I've also been informed that there is lack of proof that I have a bachelor's degree. I recall calling to confirm that all my transcripts had arrived--they were required for the application to be considered, or so they said...so that should be some fun calls to make on Monday.

And I need to call the school's clinic, as record of my Measles vaccine seems to have disappeared.

Once I have all this squared away, I need to make some decisions.

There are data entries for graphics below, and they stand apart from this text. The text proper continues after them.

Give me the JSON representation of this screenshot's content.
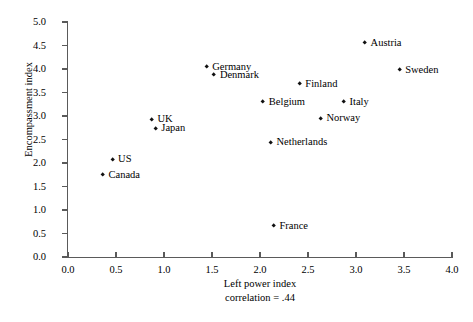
{
  "chart_data": {
    "type": "scatter",
    "title": "",
    "xlabel": "Left power index",
    "ylabel": "Encompassment index",
    "annotation": "correlation = .44",
    "xlim": [
      0.0,
      4.0
    ],
    "ylim": [
      0.0,
      5.0
    ],
    "xticks": [
      "0.0",
      "0.5",
      "1.0",
      "1.5",
      "2.0",
      "2.5",
      "3.0",
      "3.5",
      "4.0"
    ],
    "xtick_values": [
      0.0,
      0.5,
      1.0,
      1.5,
      2.0,
      2.5,
      3.0,
      3.5,
      4.0
    ],
    "yticks": [
      "0.0",
      "0.5",
      "1.0",
      "1.5",
      "2.0",
      "2.5",
      "3.0",
      "3.5",
      "4.0",
      "4.5",
      "5.0"
    ],
    "ytick_values": [
      0.0,
      0.5,
      1.0,
      1.5,
      2.0,
      2.5,
      3.0,
      3.5,
      4.0,
      4.5,
      5.0
    ],
    "grid": false,
    "legend": false,
    "marker": "diamond",
    "marker_color": "#111111",
    "points": [
      {
        "label": "Canada",
        "x": 0.37,
        "y": 1.73,
        "label_pos": "right"
      },
      {
        "label": "US",
        "x": 0.47,
        "y": 2.06,
        "label_pos": "right"
      },
      {
        "label": "UK",
        "x": 0.88,
        "y": 2.91,
        "label_pos": "right"
      },
      {
        "label": "Japan",
        "x": 0.92,
        "y": 2.72,
        "label_pos": "right"
      },
      {
        "label": "Germany",
        "x": 1.45,
        "y": 4.03,
        "label_pos": "right"
      },
      {
        "label": "Denmark",
        "x": 1.53,
        "y": 3.85,
        "label_pos": "right"
      },
      {
        "label": "Belgium",
        "x": 2.04,
        "y": 3.28,
        "label_pos": "right"
      },
      {
        "label": "France",
        "x": 2.15,
        "y": 0.64,
        "label_pos": "right"
      },
      {
        "label": "Netherlands",
        "x": 2.12,
        "y": 2.42,
        "label_pos": "right"
      },
      {
        "label": "Finland",
        "x": 2.42,
        "y": 3.66,
        "label_pos": "right"
      },
      {
        "label": "Norway",
        "x": 2.64,
        "y": 2.93,
        "label_pos": "right"
      },
      {
        "label": "Italy",
        "x": 2.88,
        "y": 3.28,
        "label_pos": "right"
      },
      {
        "label": "Austria",
        "x": 3.1,
        "y": 4.53,
        "label_pos": "right"
      },
      {
        "label": "Sweden",
        "x": 3.46,
        "y": 3.96,
        "label_pos": "right"
      }
    ]
  }
}
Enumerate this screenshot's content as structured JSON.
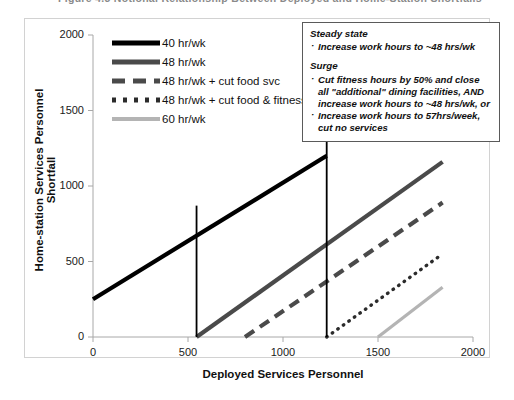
{
  "title_partial": "Figure 4.3   Notional Relationship Between Deployed and Home-Station Shortfalls",
  "axes": {
    "x_label": "Deployed Services Personnel",
    "y_label": "Home-station Services Personnel Shortfall",
    "x_ticks": [
      "0",
      "500",
      "1000",
      "1500",
      "2000"
    ],
    "y_ticks": [
      "0",
      "500",
      "1000",
      "1500",
      "2000"
    ]
  },
  "legend": {
    "items": [
      {
        "label": "40 hr/wk",
        "key": "solid-black"
      },
      {
        "label": "48 hr/wk",
        "key": "solid-dark-gray"
      },
      {
        "label": "48 hr/wk + cut food svc",
        "key": "dashed-gray"
      },
      {
        "label": "48 hr/wk + cut food & fitness",
        "key": "dotted-black"
      },
      {
        "label": "60 hr/wk",
        "key": "solid-light-gray"
      }
    ]
  },
  "callout": {
    "heading_1": "Steady state",
    "bullets_1": [
      "Increase work hours to ~48 hrs/wk"
    ],
    "heading_2": "Surge",
    "bullets_2": [
      "Cut fitness hours by 50% and close all \"additional\" dining facilities, AND increase work hours to ~48 hrs/wk, or",
      "Increase work hours to 57hrs/week, cut no services"
    ]
  },
  "colors": {
    "line_40": "#000000",
    "line_48": "#4a4a4a",
    "line_48_food": "#4a4a4a",
    "line_48_food_fitness": "#2b2b2b",
    "line_60": "#b4b4b4",
    "vertical_marker": "#000000",
    "axis": "#9a9a9a",
    "frame": "#d2d2d2"
  },
  "chart_data": {
    "type": "line",
    "title": "Notional Relationship Between Deployed and Home-Station Shortfalls",
    "xlabel": "Deployed Services Personnel",
    "ylabel": "Home-station Services Personnel Shortfall",
    "xlim": [
      0,
      2000
    ],
    "ylim": [
      0,
      2000
    ],
    "xticks": [
      0,
      500,
      1000,
      1500,
      2000
    ],
    "yticks": [
      0,
      500,
      1000,
      1500,
      2000
    ],
    "grid": false,
    "legend_position": "upper-left-inside",
    "series": [
      {
        "name": "40 hr/wk",
        "style": "solid",
        "color": "#000000",
        "x": [
          0,
          1230
        ],
        "y": [
          250,
          1200
        ]
      },
      {
        "name": "48 hr/wk",
        "style": "solid",
        "color": "#4a4a4a",
        "x": [
          545,
          1840
        ],
        "y": [
          0,
          1160
        ]
      },
      {
        "name": "48 hr/wk + cut food svc",
        "style": "dashed",
        "color": "#4a4a4a",
        "x": [
          800,
          1840
        ],
        "y": [
          0,
          890
        ]
      },
      {
        "name": "48 hr/wk + cut food & fitness",
        "style": "dotted",
        "color": "#2b2b2b",
        "x": [
          1230,
          1840
        ],
        "y": [
          0,
          550
        ]
      },
      {
        "name": "60 hr/wk",
        "style": "solid",
        "color": "#b4b4b4",
        "x": [
          1500,
          1840
        ],
        "y": [
          0,
          330
        ]
      }
    ],
    "vertical_markers": [
      {
        "x": 545,
        "y_top": 870,
        "y_bottom": 0
      },
      {
        "x": 1230,
        "y_top": 2000,
        "y_bottom": 0
      }
    ]
  }
}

At this juncture I can veer toward feature films, or episodic entertainment: one hour dramas or sitcoms. I can sign up for the required production class, or I can acknowledge what I am beginning to feel in my heart: that I have logged my on-set hours in decades past, and maybe I should just follow my bliss and go all writing, understanding that I may not finish the program. I'm not a natural rebel, but I might finally be getting to an age where I do believe I know myself, the life I've lived and it's possible I'm qualified to order off the menu, scholastically speaking.

Beyond such big life decisions, I have been plagued of late by even the small decisions: Be a P.A. on friends' web-i-sode, or stay home and write? Go to musical evening, or go hiking? Go to yoga or not? With the demise of the Magic-8-Ball (not to mention the ambiguity of some of it's answers) these choices have been difficult. But fortunately, I have now found a solution: The Universal Decision Maker.

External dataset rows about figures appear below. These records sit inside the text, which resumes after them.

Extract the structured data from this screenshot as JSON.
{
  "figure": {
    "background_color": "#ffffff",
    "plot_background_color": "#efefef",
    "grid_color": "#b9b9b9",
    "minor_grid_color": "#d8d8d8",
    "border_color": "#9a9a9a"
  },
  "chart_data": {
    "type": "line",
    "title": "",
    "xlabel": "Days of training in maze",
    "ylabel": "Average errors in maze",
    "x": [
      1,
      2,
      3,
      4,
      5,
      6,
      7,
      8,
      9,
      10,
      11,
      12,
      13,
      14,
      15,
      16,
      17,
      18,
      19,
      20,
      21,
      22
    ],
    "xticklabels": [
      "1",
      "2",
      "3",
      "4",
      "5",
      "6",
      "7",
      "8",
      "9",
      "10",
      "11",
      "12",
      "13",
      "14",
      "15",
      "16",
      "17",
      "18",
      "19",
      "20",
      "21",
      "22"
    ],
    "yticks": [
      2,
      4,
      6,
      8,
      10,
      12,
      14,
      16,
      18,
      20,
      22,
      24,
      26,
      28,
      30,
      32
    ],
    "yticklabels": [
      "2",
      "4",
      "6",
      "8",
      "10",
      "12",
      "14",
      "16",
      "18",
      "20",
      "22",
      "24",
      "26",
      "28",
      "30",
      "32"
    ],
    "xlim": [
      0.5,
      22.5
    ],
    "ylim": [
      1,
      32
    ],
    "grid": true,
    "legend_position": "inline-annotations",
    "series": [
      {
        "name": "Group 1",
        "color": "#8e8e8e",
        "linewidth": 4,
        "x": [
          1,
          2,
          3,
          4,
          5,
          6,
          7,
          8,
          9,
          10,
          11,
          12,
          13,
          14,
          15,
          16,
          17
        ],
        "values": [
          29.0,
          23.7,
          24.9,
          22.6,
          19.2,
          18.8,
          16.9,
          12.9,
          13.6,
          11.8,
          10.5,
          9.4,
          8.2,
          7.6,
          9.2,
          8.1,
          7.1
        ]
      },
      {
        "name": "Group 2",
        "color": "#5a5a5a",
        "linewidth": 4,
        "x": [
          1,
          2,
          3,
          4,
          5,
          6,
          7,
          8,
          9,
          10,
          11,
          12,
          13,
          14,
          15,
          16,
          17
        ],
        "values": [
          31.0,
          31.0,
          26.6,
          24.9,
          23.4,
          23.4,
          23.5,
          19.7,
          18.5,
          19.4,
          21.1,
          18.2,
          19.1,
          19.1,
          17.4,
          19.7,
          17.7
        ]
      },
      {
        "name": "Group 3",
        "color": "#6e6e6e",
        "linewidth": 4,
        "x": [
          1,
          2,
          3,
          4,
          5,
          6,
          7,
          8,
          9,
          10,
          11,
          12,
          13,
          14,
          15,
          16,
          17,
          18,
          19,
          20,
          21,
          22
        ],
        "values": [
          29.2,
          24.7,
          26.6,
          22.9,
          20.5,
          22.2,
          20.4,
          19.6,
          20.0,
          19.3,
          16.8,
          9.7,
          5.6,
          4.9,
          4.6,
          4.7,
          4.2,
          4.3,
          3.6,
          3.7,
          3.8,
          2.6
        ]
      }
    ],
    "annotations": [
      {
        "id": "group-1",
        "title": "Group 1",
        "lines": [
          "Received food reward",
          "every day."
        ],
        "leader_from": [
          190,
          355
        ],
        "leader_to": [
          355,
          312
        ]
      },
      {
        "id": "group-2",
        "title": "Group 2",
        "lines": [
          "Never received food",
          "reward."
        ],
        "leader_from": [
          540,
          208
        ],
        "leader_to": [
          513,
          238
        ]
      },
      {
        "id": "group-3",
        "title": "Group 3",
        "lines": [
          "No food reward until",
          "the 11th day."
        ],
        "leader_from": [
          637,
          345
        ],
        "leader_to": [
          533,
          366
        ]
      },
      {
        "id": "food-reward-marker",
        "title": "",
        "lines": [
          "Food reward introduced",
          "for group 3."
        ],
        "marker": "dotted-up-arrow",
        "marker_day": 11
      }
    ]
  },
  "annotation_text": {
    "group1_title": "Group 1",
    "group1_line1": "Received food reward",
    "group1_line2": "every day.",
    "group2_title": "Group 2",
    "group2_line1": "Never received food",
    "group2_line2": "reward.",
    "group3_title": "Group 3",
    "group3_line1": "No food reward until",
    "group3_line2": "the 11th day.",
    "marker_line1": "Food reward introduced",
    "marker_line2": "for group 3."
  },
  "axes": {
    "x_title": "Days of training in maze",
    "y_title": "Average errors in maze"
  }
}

Thursday, October 09, 2008

When Worlds Collide

So my internship, which I have been going to for the last few weeks is at a company called Participant Media. When Paul and I got into a little fender bender the other day. I started to write about it for you all, then thought the themes might fit in with their blog. They were kind enough to post it here.

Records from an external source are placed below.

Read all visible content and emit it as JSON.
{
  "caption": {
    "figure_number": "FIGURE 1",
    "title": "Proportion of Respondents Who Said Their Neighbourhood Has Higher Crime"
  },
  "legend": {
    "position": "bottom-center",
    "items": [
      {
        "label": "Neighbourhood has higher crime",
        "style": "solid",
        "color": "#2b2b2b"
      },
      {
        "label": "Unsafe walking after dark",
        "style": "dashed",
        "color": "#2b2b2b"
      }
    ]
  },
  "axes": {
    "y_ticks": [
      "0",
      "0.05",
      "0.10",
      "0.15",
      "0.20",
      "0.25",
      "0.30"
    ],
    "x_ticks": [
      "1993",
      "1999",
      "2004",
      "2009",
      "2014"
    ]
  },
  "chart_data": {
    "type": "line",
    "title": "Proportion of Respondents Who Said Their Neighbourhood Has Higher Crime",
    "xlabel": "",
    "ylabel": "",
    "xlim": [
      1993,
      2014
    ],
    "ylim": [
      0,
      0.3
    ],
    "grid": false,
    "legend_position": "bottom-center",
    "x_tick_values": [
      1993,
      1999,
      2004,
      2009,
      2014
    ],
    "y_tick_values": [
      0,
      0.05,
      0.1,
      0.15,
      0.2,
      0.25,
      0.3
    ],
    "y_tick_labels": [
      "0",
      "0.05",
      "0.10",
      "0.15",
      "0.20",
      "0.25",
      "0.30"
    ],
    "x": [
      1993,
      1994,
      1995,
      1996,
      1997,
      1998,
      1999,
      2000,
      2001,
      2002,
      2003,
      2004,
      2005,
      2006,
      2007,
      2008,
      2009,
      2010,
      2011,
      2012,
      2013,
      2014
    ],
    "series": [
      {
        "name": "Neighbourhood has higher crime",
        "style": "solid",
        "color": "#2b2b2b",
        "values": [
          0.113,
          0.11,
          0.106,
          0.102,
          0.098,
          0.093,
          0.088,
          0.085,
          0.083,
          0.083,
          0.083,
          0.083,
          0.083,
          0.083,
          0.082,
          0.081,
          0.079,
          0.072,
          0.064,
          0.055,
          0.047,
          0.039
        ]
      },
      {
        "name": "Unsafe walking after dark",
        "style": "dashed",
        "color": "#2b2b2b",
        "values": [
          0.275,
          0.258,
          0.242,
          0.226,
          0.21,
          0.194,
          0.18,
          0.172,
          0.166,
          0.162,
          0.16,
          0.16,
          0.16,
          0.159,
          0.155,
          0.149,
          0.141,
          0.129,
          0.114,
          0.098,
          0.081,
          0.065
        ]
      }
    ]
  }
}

Wednesday, October 08, 2008

Synecdoche

How can I be so tired at only 10:10 p.m.? Is it possible I just have adjust to the time change yet...it's after 1 a.m. in Florida.

Friday, by the way, I got to see one of my favorite writers, Charlie Kaufman interviewed after a preview of his directorial debut, Synecdoche, New York. The movie was both amazing and a little excruciating to sit through.

Kaufman talked about how he and Spike Jonze originally conceived of this work as a horror film--and so it incorporates many of the things he finds scary: aging, illness, death, loss, the relentlessness of time. They are horrifyin, I think, and more so because we don't get to escape them. Some horror films are cathartic, I guess, because we can let ourselves be scared, but then pull back because, well, it's unlikely that we'll really run into any werewolves or ten-foot spiders. There's some comfort in that. There's not much comfort here. And yet.

And yet I think it might even be important. It shows the things you never see on billboards, but that you think about at night when you wash your face and then check for new wrinkles or gray hairs or check to see if any of your freckles have changed shape...or is that just me?

Anyway--crazy good acting. It reminds me of way back when, when I first became enamored with David Lynch. Eraserhead made such an impression on me because the setting and action were surreal, but somehow functioned like compressed reality, and evoked feelings that I have in real situations. This film does the same thing

I have yet to walk into a video store and say, "wow, Eraserhead. Haven't seen that for awhile, maybe I'll pop some popcorn and snuggle up with that." And, again, Synecdoche might fall in the same group. I'm glad I saw it. I hope more people see it so we can discuss, but like other growth-provoking yet painful exercises, once might be enough.

Saturday, October 04, 2008

Today's Manswer

Just now, as I was taking a hot bath to fight off flu-like symptoms, Paul came in to tell me that because of his belly fat, he was 250 percent more likely to survive in a car crash. He'd learned this watching Manswers.